DCist’s highly subjective and hardly comprehensive guide to the most interesting movies playing around town in the coming week.

Moon

Duncan Jones can hardly be accused on trading on the name of a famous parent. After all, he could still be going by the moniker Zowie Bowie that his father David stuck him with as a child, deciding instead to return to his rather less ostentatious original name. But he seems to be daring journalists to use “Space Oddity” in titles of pieces about his debut feature, which is about, well, odd events in space. Sam Rockwell stars (and is largely the only actor on screen) in a role written specifically for him, as a blue-collar space worker, the sole occupant of a mining operation on the Moon which is digging up Helium-3 from beneath the Moon’s surface for delivery as a fusion fuel back on Earth. But after an excursion out of his bunker ends in an accident, it seems he’s no longer alone up there. Only his new companion appears to be him, and it’s unclear if he’s just gone batty only weeks shy of the end of his three-year stint up there, or if there’s something stranger going on.

While the setting is space, and the story is technically sci-fi, this isn’t a big-budget, effects-laden film. Jones made Moon for a mere $5 million, and favored models and practical effects over CGI. That, combined with its solitary and contemplative tone, makes it much more a companion to the more spartan sci-fi pieces of the 1970s — such as Silent Running, which Jones cites as an influence, and from which he even hired some of his special effects team — than Star Trek or Terminator. And since space is going to be a place where mankind first has to deal with crushing loneliness and empty desolation long before we ever fight epic laser battles, films like Moon have the potential to feel far more relevant, despite their unfamiliar settings.

View the trailer.
Opens tomorrow at a number of theaters around the area.

Made in Hong Kong Film Festival

The tenth 14th iteration of the Freer’s celebration of Hong Kong cinema presents nine titles over the next couple of months, mixing contemporary with classic and favorites with lesser-known titles. Every weekend for the rest of July and August will feature a different film, including Stephen Chow’s massive hit Kung Fu Hustle, and the classic 1960s precursor to the beautifully choreographed martial arts fight scenes of Hero and Crouching Tiger, King Hu’s gorgeous Come Drink With Me. The festival opens this week with a screening of Hong Kong master Johnnie To’s 2004 Kurosawa tribute, Throw Down, which manages to combine judo, alcoholism, and the seedy neon underbelly of Hong Kong into a straight-faced comedy. Mea culpa everyone, we referenced an archived schedule from a previous year of the festival. The 2009 festival schedule is here, and features titles like Yau Na-hoi’s Eye in the Sky and Wong Kar-wai’s Ashes of Time Redux.

View the trailer for Throw Down.
Various Thursdays, Fridays and Sundays beginning this weekend until the end of August at the Freer Gallery‘s Meyer Auditorium. See the schedule for upcoming programming.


- Requirement:
Which lines of the records below contain the word "stray"? Show each one.

- Exercise inputs:

Start of Block

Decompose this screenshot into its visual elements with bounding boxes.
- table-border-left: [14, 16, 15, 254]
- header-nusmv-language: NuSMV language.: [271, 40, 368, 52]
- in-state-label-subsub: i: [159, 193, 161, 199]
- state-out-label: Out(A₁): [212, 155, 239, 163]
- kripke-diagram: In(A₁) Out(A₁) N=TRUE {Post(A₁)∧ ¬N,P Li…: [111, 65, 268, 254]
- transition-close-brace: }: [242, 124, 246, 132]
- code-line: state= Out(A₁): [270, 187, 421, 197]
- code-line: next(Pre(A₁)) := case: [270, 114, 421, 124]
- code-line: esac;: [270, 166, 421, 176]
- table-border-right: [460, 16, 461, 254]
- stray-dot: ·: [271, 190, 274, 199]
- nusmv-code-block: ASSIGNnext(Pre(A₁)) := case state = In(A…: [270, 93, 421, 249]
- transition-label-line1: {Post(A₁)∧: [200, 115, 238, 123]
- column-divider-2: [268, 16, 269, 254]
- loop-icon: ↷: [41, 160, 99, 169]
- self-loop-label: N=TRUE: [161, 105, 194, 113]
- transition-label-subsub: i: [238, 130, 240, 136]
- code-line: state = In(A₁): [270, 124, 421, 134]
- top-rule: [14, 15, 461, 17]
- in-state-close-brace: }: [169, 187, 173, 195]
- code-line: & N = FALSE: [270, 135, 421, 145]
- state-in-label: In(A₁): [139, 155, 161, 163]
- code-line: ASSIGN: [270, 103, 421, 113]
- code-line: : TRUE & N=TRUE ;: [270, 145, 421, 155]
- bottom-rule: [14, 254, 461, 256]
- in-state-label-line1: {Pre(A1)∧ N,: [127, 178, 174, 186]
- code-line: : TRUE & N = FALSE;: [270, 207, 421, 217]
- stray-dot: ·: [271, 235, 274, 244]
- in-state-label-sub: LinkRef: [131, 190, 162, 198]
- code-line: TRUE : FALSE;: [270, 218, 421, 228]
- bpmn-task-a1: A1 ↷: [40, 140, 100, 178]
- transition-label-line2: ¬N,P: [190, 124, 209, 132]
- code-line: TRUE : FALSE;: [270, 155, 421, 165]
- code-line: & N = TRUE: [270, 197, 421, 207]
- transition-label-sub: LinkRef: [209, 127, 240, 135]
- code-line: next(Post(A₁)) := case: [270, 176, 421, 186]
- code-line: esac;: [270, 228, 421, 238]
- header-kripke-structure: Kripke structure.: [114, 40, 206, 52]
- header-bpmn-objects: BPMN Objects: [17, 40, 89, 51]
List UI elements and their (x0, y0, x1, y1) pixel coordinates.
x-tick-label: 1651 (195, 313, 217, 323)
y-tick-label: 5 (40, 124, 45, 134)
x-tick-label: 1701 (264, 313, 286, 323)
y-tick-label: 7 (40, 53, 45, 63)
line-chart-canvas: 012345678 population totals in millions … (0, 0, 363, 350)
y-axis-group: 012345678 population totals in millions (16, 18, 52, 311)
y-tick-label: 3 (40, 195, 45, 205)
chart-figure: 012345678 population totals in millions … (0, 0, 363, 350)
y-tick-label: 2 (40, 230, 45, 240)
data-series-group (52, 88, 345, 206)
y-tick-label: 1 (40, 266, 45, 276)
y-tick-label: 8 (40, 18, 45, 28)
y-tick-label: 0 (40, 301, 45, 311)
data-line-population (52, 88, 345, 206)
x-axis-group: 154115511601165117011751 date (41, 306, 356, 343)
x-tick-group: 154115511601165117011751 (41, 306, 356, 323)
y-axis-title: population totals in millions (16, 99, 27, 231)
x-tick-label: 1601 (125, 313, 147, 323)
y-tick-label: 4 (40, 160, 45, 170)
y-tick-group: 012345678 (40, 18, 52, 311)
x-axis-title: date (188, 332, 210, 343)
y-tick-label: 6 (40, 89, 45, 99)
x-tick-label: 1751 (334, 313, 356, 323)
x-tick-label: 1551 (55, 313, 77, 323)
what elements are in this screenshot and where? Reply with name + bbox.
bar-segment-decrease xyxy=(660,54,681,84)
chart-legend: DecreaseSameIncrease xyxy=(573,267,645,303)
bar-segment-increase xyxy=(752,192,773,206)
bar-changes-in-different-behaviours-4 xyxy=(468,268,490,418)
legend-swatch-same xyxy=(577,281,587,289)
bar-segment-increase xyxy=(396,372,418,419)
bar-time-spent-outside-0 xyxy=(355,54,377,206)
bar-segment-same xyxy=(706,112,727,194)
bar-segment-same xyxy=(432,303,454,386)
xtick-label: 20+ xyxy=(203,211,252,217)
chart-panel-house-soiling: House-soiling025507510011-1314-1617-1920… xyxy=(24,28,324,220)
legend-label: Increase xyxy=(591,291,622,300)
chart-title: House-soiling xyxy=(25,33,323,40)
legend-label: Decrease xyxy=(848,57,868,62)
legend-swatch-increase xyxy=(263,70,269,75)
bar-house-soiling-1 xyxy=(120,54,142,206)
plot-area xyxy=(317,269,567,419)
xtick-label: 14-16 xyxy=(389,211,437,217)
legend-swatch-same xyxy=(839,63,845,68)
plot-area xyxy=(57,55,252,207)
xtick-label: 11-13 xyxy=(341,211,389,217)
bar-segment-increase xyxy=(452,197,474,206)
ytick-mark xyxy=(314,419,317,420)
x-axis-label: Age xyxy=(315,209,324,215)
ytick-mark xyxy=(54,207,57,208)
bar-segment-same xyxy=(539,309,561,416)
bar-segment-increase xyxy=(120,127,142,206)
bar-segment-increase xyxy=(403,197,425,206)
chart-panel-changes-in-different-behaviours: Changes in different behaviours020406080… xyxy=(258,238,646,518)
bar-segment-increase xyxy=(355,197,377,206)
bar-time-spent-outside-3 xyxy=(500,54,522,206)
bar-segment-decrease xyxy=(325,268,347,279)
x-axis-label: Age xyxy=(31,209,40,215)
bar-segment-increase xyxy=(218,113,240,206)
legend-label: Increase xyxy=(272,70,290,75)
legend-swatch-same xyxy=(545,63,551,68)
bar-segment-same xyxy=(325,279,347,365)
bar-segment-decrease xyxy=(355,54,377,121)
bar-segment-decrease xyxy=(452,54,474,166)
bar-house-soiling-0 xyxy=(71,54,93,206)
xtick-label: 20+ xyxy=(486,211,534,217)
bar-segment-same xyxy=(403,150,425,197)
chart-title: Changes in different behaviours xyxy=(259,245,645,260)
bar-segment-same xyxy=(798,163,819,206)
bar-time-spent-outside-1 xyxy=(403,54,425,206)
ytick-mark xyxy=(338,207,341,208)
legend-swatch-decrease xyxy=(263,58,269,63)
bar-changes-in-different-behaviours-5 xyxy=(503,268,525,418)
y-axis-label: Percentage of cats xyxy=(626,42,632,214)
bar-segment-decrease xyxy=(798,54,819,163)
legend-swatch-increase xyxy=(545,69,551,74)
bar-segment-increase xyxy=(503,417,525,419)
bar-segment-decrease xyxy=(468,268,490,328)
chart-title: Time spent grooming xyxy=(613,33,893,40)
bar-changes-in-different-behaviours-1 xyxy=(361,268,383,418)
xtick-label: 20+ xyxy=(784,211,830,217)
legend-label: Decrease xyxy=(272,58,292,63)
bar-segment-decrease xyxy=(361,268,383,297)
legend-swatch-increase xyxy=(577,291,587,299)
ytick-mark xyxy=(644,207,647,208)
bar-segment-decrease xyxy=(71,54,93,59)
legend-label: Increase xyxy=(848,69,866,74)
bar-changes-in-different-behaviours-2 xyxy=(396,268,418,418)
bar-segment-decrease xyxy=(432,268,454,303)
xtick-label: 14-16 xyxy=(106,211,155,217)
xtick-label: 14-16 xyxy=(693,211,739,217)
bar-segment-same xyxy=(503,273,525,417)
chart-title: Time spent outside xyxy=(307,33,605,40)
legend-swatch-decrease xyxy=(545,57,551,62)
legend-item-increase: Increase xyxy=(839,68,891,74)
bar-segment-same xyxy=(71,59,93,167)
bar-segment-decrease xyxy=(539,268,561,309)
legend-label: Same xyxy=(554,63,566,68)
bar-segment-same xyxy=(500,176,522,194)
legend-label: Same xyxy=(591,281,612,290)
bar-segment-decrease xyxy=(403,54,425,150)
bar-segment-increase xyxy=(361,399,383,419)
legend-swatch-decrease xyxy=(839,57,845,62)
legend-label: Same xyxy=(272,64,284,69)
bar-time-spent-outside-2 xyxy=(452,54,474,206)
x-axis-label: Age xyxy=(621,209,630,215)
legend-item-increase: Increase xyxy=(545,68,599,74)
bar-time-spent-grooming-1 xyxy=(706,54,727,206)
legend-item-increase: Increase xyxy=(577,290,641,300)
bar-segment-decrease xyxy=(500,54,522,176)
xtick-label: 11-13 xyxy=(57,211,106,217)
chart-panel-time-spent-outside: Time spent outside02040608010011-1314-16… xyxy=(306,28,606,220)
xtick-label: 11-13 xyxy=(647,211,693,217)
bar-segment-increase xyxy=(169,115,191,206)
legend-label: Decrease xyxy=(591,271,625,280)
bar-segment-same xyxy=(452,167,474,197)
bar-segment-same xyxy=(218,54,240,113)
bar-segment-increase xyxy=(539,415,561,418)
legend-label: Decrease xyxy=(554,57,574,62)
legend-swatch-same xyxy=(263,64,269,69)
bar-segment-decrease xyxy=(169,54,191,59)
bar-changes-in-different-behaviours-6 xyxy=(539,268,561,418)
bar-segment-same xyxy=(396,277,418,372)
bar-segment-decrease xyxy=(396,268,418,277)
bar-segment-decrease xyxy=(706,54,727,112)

End of Block

- Result for this exercise:
- stray-dot: ·: [271, 190, 274, 199]
- stray-dot: ·: [271, 235, 274, 244]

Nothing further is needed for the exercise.